Assignment Question
Lesson 3
1-1
© 2015 Pearson Education, Inc. . Publishing © 2015 Pearson E
as Prentice Hall
Chapter 7
7-2© © 2015 5 Pearson Education, Inc. . Publishing as Prentice Hall
© © 2015 5 Pearson Education, Inc. . Publishing as Prentice Hall 7-3
“collaborative strategy in which a subset of existing business functions are concentrated
into a new, semi-autonomous business unit
that has a management structure designed to
promote efficiency, value generation, cost
savings, and improved service for the internal
customers of the parent corporation, like
a business competing in the open
market.”(Bergeron 2003)
© © 2015 5 Pearson Education, Inc. . Publishing as Prentice Hall 7-4
Involves more than just centralization or consolidation of similar activities in one location. Must embrace a customer orientation. Sufficient management discretion and autonomy must exist within this type of organization. Must be run like a business in order to deliver services to internal customers.
© © 2015 5 Pearson Education, Inc. . Publishing as Prentice Hall 7-5
Shared services promise:
Parent organization’s perspective Reduce cost and improve services. Reduce distractions from core activities. Potentially create an externally focused profit center.
© © 2015 5 Pearson Education, Inc. . Publishing as Prentice Hall 7-6
Shared business unit’s perspective
Increased efficiencies Decreased personnel requirements Improved economics of scale Professionalism Uniformity of service Personnel development Control
© © 2015 5 Pearson Education, Inc. . Publishing as Prentice Hall 7-7
Shared business unit’s perspective
Becoming a disruption to the service flow Moving work to a central location thereby creating wasteful handoffs, rework, and / or duplication Instilling an “us” versus “them” mentality within the provider-consumer relationship Lengthening the time it takes to deliver a service
© © 2015 5 Pearson Education, Inc. . Publishing as Prentice Hall 7-8
Additional costs associated with bureaucracy Loss of control experienced by independent business units An increased communication burden Extraordinary one-time costs at start-up
© © 2015 5 Pearson Education, Inc. . Publishing as Prentice Hall
The push for shared services can come from IT or the business.
Motivations from the business are for example:
-- Become a “globally integrated enterprise”
-- Outsource noncore activities
7-9
© © 2015 5 Pearson Education, Inc. . Publishing as Prentice Hall
Motivations from IT are for example:
-- Cost savings and/or control
-- Drive agility
-- Create a rationalized and simplified application portfolio
“The differences between the business vision for shared services and the IT vision, unless aligned, is a recipe for disaster”
7-10
© © 2015 5 Pearson Education, Inc. . Publishing as Prentice Hall 7-11
Business Unit Business Unit Business Unit
Security Mgmt
Usage Mgmt
SLA Mgmt
Security Mgmt
Server Mgmt
Storage Mgmt
Desktop Mgmt
Network Mgmt
Multi-Tenant
Business Services
Common Business
Service Delivery
Processes
Common Supporting
IT Infrastructure
Components
© © 2015 5 Pearson Education, Inc. . Publishing as Prentice Hall
Create a transparent process for goal alignment:
The centralization process alone should produce sufficient economy of resources (i.e., IT goal) to enable enhanced quality of services (i.e., business goal).
7-12
© © 2015 5 Pearson Education, Inc. . Publishing as Prentice Hall
Develop a comprehensive investment model: -- These investment models require sophistication,
understanding, and a commitment from the business as well as IT to make it work.
-- “Shared services model is a viable option when the savings from reduction in staffing are greater than the added overhead of creating a management structure to run the shared business unit.”
7-13
© © 2015 5 Pearson Education, Inc. . Publishing as Prentice Hall
Redraft the relationship with the business: A customer service orientation must therefore be instilled within the shared services organization to guarantee satisfaction of the client remains the key goal.
“Shared services model must build ”internal sales and marketing” competencies, which require resources focused on communicating with current and prospective customers.
7-14
© © 2015 5 Pearson Education, Inc. . Publishing as Prentice Hall
A shared service model for IT arises from the desire of business for a more customer-centric and responsive IT organization.
IT shared services model can satisfy IT and business goals but key challenges arise during the development and implementations of the shared service.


Transcribe each of the records below exactly, excluding all pictures.

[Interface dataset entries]

_ _ _ _

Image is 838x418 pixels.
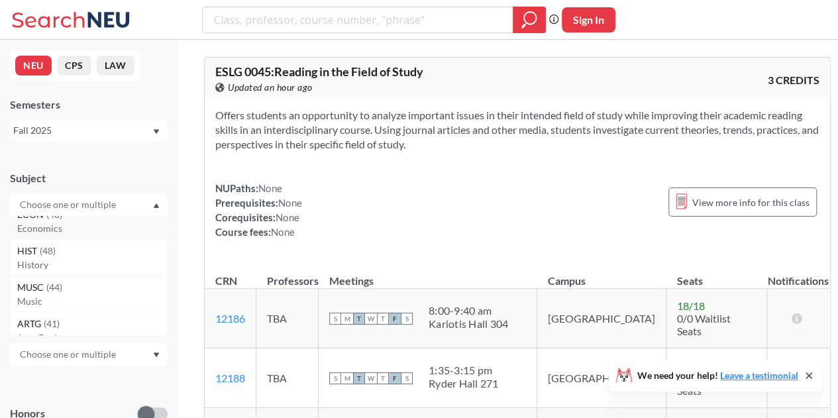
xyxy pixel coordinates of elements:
[389,313,401,325] span: F
[17,222,167,235] p: Economics
[278,197,302,209] span: None
[153,129,160,135] svg: Dropdown arrow
[13,123,152,138] div: Fall 2025
[17,280,46,295] span: MUSC
[257,289,319,349] td: TBA
[377,372,389,384] span: T
[215,64,424,79] span: ESLG 0045 : Reading in the Field of Study
[365,313,377,325] span: W
[258,182,282,194] span: None
[257,349,319,408] td: TBA
[213,9,504,31] input: Class, professor, course number, "phrase"
[276,211,300,223] span: None
[17,295,167,308] p: Music
[215,372,245,384] a: 12188
[538,260,667,289] th: Campus
[46,282,62,293] span: ( 44 )
[401,372,413,384] span: S
[319,260,538,289] th: Meetings
[638,371,799,380] span: We need your help!
[377,313,389,325] span: T
[153,203,160,208] svg: Dropdown arrow
[271,226,295,238] span: None
[10,97,168,112] div: Semesters
[562,7,616,32] button: Sign In
[17,331,167,345] p: Art - Design
[10,120,168,141] div: Fall 2025Dropdown arrow
[341,313,353,325] span: M
[693,194,810,211] span: View more info for this class
[215,181,302,239] div: NUPaths: Prerequisites: Corequisites: Course fees:
[44,318,60,329] span: ( 41 )
[538,349,667,408] td: [GEOGRAPHIC_DATA]
[13,347,125,363] input: Choose one or multiple
[17,258,167,272] p: History
[389,372,401,384] span: F
[677,312,731,337] span: 0/0 Waitlist Seats
[365,372,377,384] span: W
[10,194,168,216] div: Dropdown arrowCriminal JusticeFINA(52)Finance & InsuranceIE(52)Industrial EngineeringME(51)Mechan...
[353,313,365,325] span: T
[429,364,499,377] div: 1:35 - 3:15 pm
[40,245,56,257] span: ( 48 )
[768,260,830,289] th: Notifications
[215,108,820,152] section: Offers students an opportunity to analyze important issues in their intended field of study while...
[329,313,341,325] span: S
[329,372,341,384] span: S
[10,343,168,366] div: Dropdown arrow
[513,7,546,33] div: magnifying glass
[215,274,237,288] div: CRN
[13,197,125,213] input: Choose one or multiple
[677,359,705,372] span: 18 / 18
[228,80,313,95] span: Updated an hour ago
[215,312,245,325] a: 12186
[667,260,768,289] th: Seats
[353,372,365,384] span: T
[429,304,508,317] div: 8:00 - 9:40 am
[429,317,508,331] div: Kariotis Hall 304
[46,209,62,220] span: ( 48 )
[97,56,135,76] button: LAW
[10,171,168,186] div: Subject
[522,11,538,29] svg: magnifying glass
[341,372,353,384] span: M
[153,353,160,358] svg: Dropdown arrow
[57,56,91,76] button: CPS
[677,300,705,312] span: 18 / 18
[17,317,44,331] span: ARTG
[401,313,413,325] span: S
[538,289,667,349] td: [GEOGRAPHIC_DATA]
[768,73,820,87] span: 3 CREDITS
[257,260,319,289] th: Professors
[17,244,40,258] span: HIST
[720,370,799,381] a: Leave a testimonial
[429,377,499,390] div: Ryder Hall 271
[15,56,52,76] button: NEU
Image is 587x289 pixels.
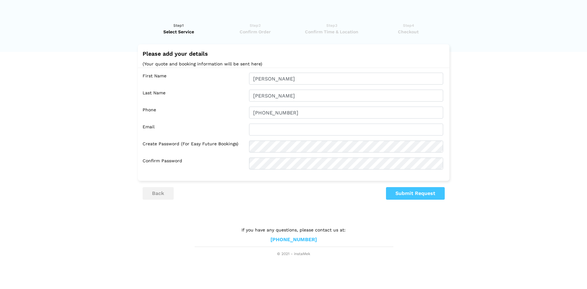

_ _ _ _

Completed task:
Image is 838x418 pixels.
xyxy pixel coordinates of elements:
[389,313,401,325] span: F
[17,222,167,235] p: Economics
[278,197,302,209] span: None
[153,129,160,135] svg: Dropdown arrow
[13,123,152,138] div: Fall 2025
[17,280,46,295] span: MUSC
[257,289,319,349] td: TBA
[377,372,389,384] span: T
[215,64,424,79] span: ESLG 0045 : Reading in the Field of Study
[365,313,377,325] span: W
[258,182,282,194] span: None
[257,349,319,408] td: TBA
[213,9,504,31] input: Class, professor, course number, "phrase"
[276,211,300,223] span: None
[17,295,167,308] p: Music
[215,372,245,384] a: 12188
[538,260,667,289] th: Campus
[46,282,62,293] span: ( 44 )
[401,372,413,384] span: S
[319,260,538,289] th: Meetings
[638,371,799,380] span: We need your help!
[377,313,389,325] span: T
[153,203,160,208] svg: Dropdown arrow
[271,226,295,238] span: None
[10,97,168,112] div: Semesters
[562,7,616,32] button: Sign In
[17,331,167,345] p: Art - Design
[10,120,168,141] div: Fall 2025Dropdown arrow
[341,313,353,325] span: M
[693,194,810,211] span: View more info for this class
[215,181,302,239] div: NUPaths: Prerequisites: Corequisites: Course fees:
[44,318,60,329] span: ( 41 )
[538,349,667,408] td: [GEOGRAPHIC_DATA]
[13,347,125,363] input: Choose one or multiple
[17,258,167,272] p: History
[389,372,401,384] span: F
[677,312,731,337] span: 0/0 Waitlist Seats
[365,372,377,384] span: W
[10,194,168,216] div: Dropdown arrowCriminal JusticeFINA(52)Finance & InsuranceIE(52)Industrial EngineeringME(51)Mechan...
[353,313,365,325] span: T
[429,364,499,377] div: 1:35 - 3:15 pm
[40,245,56,257] span: ( 48 )
[768,260,830,289] th: Notifications
[215,108,820,152] section: Offers students an opportunity to analyze important issues in their intended field of study while...
[329,313,341,325] span: S
[329,372,341,384] span: S
[10,343,168,366] div: Dropdown arrow
[513,7,546,33] div: magnifying glass
[215,274,237,288] div: CRN
[13,197,125,213] input: Choose one or multiple
[677,359,705,372] span: 18 / 18
[228,80,313,95] span: Updated an hour ago
[215,312,245,325] a: 12186
[667,260,768,289] th: Seats
[353,372,365,384] span: T
[429,304,508,317] div: 8:00 - 9:40 am
[429,317,508,331] div: Kariotis Hall 304
[46,209,62,220] span: ( 48 )
[97,56,135,76] button: LAW
[10,171,168,186] div: Subject
[522,11,538,29] svg: magnifying glass
[341,372,353,384] span: M
[153,353,160,358] svg: Dropdown arrow
[57,56,91,76] button: CPS
[677,300,705,312] span: 18 / 18
[17,317,44,331] span: ARTG
[401,313,413,325] span: S
[538,289,667,349] td: [GEOGRAPHIC_DATA]
[768,73,820,87] span: 3 CREDITS
[257,260,319,289] th: Professors
[17,244,40,258] span: HIST
[720,370,799,381] a: Leave a testimonial
[429,377,499,390] div: Ryder Hall 271
[15,56,52,76] button: NEU
Image is 587x289 pixels.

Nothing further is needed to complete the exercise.